With heavy hearts, the Italians mark the year of the COVID-19 outbreak

CODOGNO, Italy (AP) – With wreath-laying ceremonies, tree plantations and religious services, Italians on Sunday celebrated one year since their country experienced the first known death of COVID-19.

The cities of northern Italy were the first to be affected by the pandemic and closed, and residents paid tribute to the dead. Italy, with some 95,500 confirmed viruses killed, has the second highest number of pandemics in Europe after Britain. Experts say the virus also killed many others that were never tested.

Although the first wave of infections largely flooded Lombardy and other northern regions, a second increase from the autumn of 2020 has spread across the country. The number of new coronavirus infections has remained stubbornly high despite a number of restrictions on travel between regions and, in some cases, between cities. In addition, gyms, cinemas and theaters have been closed and restaurants and bars must close in the early evening. There is a curfew across the country from 10pm to 5am.

So far, Italy has confirmed 2.8 million cases.

It was at the hospital in the Lombard city of Codogno where a doctor recognized what would go down in medical history as the first known case of COVID-19 in the West in a patient unrelated to the outbreak in Asia, where they initially arose coronavirus infections. . The diagnosis was made on the evening of February 20, 2020 in an athletic, anyway, healthy, 38-year-old man.

On Sunday, near the Red Cross office in Codogno, the governor of Lombardy and the mayor of the city attended a ceremony to unveil a monument to the victims of COVID-19. The memorial consists of three steel pillars, which represent resilience, community, and the beginning again. A wreath was laid and the inhabitants of the city remained silent to honor the dead.

“Panic, total panic,” was how on Sunday one of Codogno’s 15,000 residents, Rosaria Sanna, recalled what she felt at first. And a year later “I’m still scared because it’s not over yet.”

Some of his fellow citizens lit candles during Sunday morning masses in the church of San Blai de Codogno.

The Codogno hospital patient survived after being taken to another hospital and spending weeks with a respirator.

But it was in the northeastern city of Vo, in the neighboring Veneto region, where Italy’s first known death of COVID-19 was recorded on February 21, 2020.

At the Vo memorial ceremony, officials planted a tree. A plaque has been installed that cites a line by the Italian poet Ugo Foscolo, whose works are widely studied by schoolchildren in the country. The inscription reads, “A man never dies if someone remembers him.”

The first known fatality in Italy for COVID-19 was a 77-year-old man from Vo, a retired rooftop who liked to play cards.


== Required work ==
Could you please retype all of the records exactly, skipping any pictures?
[[ Listed entries, beginning ]]
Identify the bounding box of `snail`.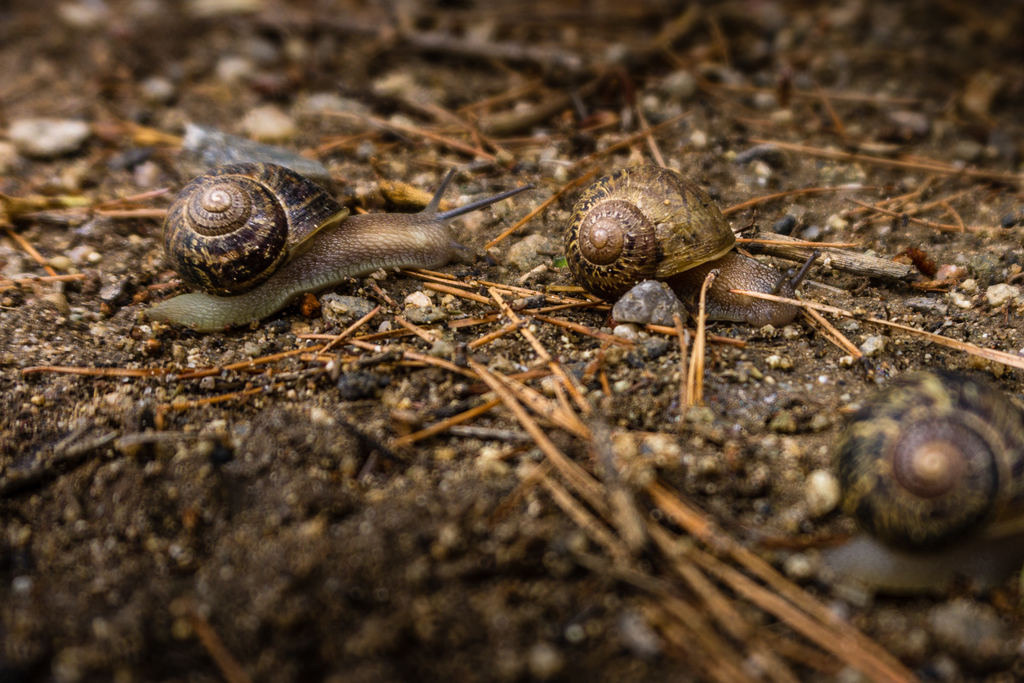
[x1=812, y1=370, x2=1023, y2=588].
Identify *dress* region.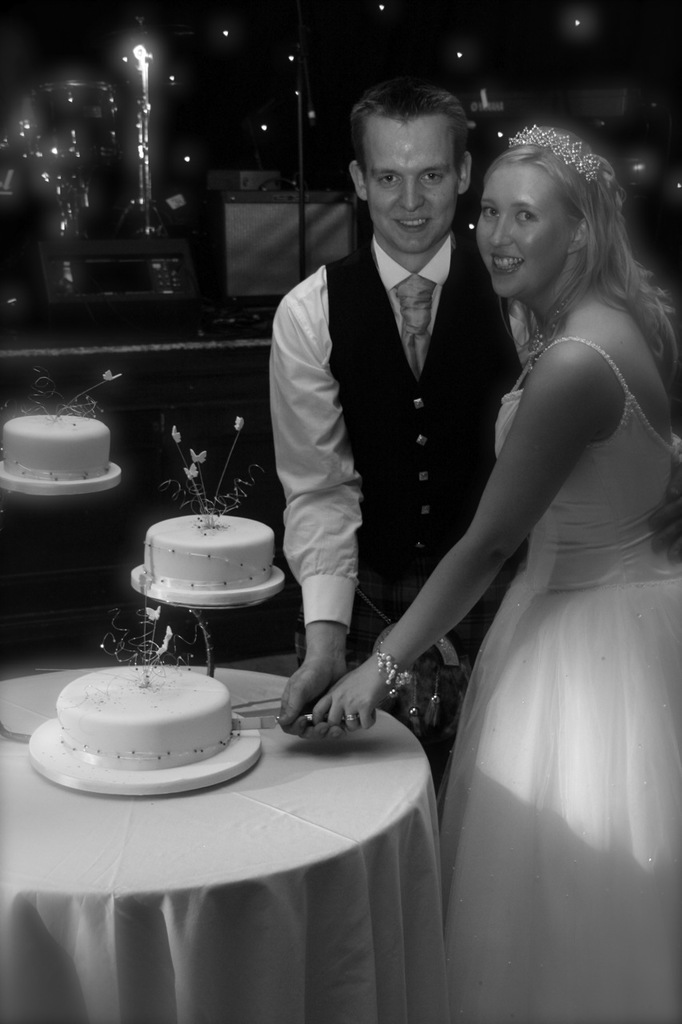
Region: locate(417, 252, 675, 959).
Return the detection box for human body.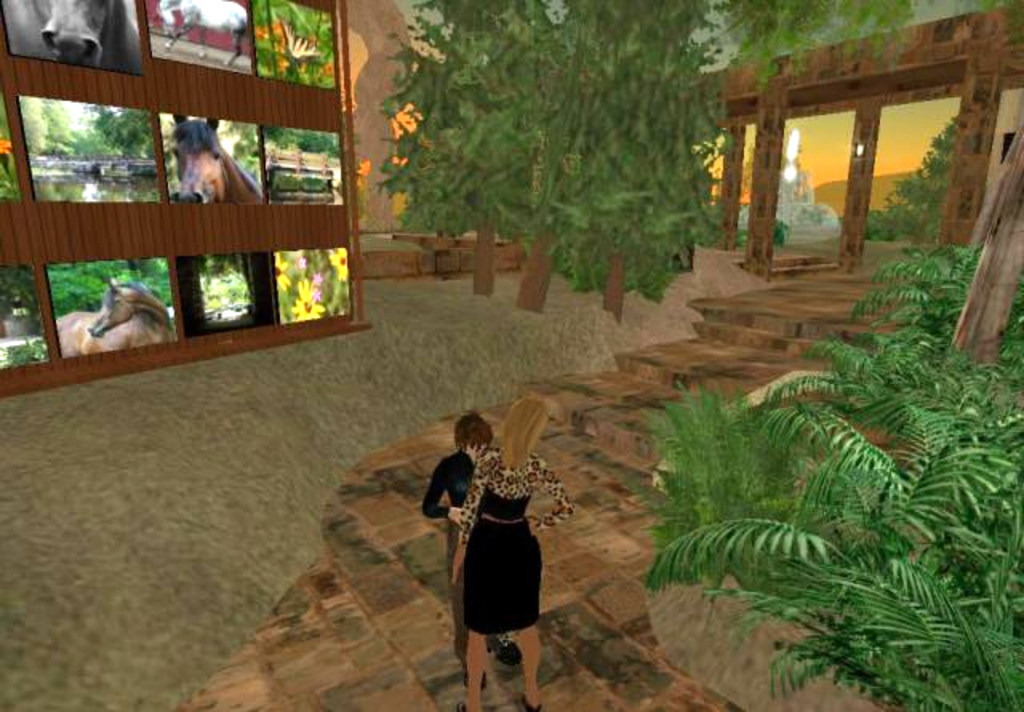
[[ Listed entries, end ]]
== Solved problem ==
Identify the bounding box of `snail`.
[x1=812, y1=370, x2=1023, y2=588].
Identify *dress* region.
Region: locate(417, 252, 675, 959).
Return the detection box for human body.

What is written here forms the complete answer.